Where does the word "News" appear in the data? Copy every line that holds it.
*** Data records Section Begins ***
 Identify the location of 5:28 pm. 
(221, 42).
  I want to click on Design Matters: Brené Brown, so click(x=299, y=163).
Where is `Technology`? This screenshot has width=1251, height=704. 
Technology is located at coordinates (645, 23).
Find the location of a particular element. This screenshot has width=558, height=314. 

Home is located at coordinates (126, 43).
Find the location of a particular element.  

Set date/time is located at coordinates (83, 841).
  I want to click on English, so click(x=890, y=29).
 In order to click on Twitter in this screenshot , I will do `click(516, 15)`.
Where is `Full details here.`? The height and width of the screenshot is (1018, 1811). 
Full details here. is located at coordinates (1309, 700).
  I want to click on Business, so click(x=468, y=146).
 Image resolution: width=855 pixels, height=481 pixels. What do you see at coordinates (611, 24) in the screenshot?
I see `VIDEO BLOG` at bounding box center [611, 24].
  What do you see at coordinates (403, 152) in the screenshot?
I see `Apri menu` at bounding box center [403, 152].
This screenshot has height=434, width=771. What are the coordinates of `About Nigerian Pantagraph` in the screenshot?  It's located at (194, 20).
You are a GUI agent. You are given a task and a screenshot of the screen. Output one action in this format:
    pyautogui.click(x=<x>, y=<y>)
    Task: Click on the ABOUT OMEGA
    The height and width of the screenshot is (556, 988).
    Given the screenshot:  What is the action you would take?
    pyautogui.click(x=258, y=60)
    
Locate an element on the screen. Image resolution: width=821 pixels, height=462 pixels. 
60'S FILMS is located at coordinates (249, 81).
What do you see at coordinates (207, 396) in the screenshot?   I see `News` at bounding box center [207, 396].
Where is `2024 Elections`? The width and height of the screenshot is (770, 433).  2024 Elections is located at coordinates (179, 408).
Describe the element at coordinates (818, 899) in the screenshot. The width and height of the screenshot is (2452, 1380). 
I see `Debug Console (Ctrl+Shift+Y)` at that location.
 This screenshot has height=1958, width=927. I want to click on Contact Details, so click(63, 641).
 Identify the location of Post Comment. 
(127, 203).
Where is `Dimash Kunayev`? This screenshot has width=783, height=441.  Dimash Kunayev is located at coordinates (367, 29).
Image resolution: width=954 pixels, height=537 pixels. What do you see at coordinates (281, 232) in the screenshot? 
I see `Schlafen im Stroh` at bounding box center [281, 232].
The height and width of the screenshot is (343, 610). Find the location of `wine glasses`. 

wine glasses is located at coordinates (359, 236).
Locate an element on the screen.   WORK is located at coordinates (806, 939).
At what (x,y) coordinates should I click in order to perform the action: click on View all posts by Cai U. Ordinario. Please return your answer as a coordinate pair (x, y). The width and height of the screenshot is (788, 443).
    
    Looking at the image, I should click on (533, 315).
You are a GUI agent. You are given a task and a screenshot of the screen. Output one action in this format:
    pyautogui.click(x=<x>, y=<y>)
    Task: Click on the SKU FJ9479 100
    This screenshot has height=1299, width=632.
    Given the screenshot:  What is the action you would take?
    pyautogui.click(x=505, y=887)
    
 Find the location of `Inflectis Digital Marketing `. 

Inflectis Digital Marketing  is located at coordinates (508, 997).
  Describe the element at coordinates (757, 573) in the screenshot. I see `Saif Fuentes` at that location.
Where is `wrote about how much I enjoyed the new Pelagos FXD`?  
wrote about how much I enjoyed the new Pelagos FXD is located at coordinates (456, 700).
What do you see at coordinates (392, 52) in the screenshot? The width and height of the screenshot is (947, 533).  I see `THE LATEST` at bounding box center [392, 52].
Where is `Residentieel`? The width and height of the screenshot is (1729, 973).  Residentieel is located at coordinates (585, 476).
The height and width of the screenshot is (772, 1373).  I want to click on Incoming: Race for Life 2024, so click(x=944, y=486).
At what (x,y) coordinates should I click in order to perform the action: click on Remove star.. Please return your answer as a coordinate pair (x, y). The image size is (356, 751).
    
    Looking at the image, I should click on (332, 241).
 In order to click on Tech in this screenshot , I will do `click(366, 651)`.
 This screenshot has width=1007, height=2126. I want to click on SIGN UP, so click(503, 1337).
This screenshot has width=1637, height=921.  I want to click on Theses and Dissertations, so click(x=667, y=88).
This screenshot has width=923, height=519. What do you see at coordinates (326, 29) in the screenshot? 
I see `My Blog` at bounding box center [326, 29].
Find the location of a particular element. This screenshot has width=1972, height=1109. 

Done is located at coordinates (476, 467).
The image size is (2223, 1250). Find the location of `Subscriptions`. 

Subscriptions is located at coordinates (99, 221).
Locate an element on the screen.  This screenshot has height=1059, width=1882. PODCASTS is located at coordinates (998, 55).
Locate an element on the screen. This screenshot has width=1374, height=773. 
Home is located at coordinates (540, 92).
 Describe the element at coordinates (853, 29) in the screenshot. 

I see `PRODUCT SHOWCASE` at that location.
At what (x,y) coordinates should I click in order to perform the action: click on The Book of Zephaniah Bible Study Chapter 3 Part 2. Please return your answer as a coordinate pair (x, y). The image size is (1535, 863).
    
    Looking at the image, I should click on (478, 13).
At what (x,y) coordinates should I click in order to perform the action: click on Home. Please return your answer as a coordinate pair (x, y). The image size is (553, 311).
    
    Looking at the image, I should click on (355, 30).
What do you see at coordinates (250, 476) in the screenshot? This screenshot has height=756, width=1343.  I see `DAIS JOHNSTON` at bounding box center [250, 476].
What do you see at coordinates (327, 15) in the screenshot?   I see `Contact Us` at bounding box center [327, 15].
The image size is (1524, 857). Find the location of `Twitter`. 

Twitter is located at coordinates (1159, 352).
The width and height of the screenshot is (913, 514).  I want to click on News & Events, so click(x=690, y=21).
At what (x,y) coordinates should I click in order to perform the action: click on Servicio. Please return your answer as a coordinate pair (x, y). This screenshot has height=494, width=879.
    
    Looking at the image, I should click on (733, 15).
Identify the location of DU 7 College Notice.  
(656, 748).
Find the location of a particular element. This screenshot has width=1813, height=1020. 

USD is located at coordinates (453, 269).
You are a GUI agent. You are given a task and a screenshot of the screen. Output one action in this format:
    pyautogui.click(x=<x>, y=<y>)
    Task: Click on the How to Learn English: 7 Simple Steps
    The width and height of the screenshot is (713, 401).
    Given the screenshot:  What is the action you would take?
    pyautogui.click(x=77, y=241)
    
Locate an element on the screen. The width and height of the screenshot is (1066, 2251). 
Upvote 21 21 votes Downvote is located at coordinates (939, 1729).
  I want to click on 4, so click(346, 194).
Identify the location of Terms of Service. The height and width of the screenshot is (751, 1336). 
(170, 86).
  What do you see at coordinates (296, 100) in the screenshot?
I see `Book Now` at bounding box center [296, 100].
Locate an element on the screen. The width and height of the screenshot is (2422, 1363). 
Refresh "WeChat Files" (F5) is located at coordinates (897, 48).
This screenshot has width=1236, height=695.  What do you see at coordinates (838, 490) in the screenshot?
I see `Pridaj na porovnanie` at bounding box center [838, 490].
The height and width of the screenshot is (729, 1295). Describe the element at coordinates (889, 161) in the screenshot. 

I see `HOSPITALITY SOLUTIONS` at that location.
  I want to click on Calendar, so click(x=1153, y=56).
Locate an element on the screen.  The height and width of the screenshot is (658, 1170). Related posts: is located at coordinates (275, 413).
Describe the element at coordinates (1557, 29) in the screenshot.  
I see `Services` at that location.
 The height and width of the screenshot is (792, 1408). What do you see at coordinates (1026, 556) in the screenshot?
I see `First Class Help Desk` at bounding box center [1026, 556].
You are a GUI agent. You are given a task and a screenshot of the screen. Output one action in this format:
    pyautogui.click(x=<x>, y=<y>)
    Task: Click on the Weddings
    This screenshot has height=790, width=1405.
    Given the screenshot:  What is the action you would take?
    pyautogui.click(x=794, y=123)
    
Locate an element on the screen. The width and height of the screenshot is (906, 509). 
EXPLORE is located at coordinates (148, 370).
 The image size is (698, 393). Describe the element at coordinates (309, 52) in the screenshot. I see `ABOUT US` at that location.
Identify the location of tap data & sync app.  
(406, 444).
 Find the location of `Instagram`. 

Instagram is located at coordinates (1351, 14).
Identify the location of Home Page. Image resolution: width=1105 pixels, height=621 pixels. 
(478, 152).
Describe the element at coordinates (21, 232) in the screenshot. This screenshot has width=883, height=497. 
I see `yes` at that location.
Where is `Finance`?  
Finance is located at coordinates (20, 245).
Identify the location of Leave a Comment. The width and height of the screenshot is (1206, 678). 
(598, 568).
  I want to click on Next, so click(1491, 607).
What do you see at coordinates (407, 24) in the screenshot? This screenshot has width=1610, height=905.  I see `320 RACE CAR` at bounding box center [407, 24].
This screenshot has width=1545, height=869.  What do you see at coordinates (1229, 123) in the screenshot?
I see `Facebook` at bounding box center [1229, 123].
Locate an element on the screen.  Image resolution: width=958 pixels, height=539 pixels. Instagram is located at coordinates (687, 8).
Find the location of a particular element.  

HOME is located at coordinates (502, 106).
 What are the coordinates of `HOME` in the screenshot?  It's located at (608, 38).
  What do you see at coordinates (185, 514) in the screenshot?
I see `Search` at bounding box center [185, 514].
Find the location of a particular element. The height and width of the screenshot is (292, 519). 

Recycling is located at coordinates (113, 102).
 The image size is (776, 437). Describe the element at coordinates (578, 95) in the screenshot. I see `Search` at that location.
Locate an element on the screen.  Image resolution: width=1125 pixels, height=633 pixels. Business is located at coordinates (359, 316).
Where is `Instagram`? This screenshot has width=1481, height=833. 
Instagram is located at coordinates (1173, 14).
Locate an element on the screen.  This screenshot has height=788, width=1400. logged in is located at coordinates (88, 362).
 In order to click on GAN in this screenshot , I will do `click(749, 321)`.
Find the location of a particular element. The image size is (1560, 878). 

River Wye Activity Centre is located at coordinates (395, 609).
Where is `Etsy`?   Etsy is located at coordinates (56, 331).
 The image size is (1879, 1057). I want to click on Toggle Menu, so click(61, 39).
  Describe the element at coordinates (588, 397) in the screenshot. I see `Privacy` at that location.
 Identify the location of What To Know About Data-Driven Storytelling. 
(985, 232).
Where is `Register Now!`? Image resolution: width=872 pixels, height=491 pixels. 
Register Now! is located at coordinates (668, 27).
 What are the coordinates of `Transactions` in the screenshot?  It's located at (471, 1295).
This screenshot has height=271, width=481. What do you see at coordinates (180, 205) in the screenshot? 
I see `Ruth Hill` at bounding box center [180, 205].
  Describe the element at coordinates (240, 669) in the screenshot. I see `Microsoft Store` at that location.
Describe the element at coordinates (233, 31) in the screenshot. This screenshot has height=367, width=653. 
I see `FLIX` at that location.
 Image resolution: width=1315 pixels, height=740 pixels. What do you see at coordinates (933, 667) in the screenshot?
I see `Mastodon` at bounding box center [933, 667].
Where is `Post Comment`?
*** Data records Section Ends ***
> [The answer]:
What do you see at coordinates (207, 396) in the screenshot?   I see `News` at bounding box center [207, 396].
The width and height of the screenshot is (913, 514).  I want to click on News & Events, so click(x=690, y=21).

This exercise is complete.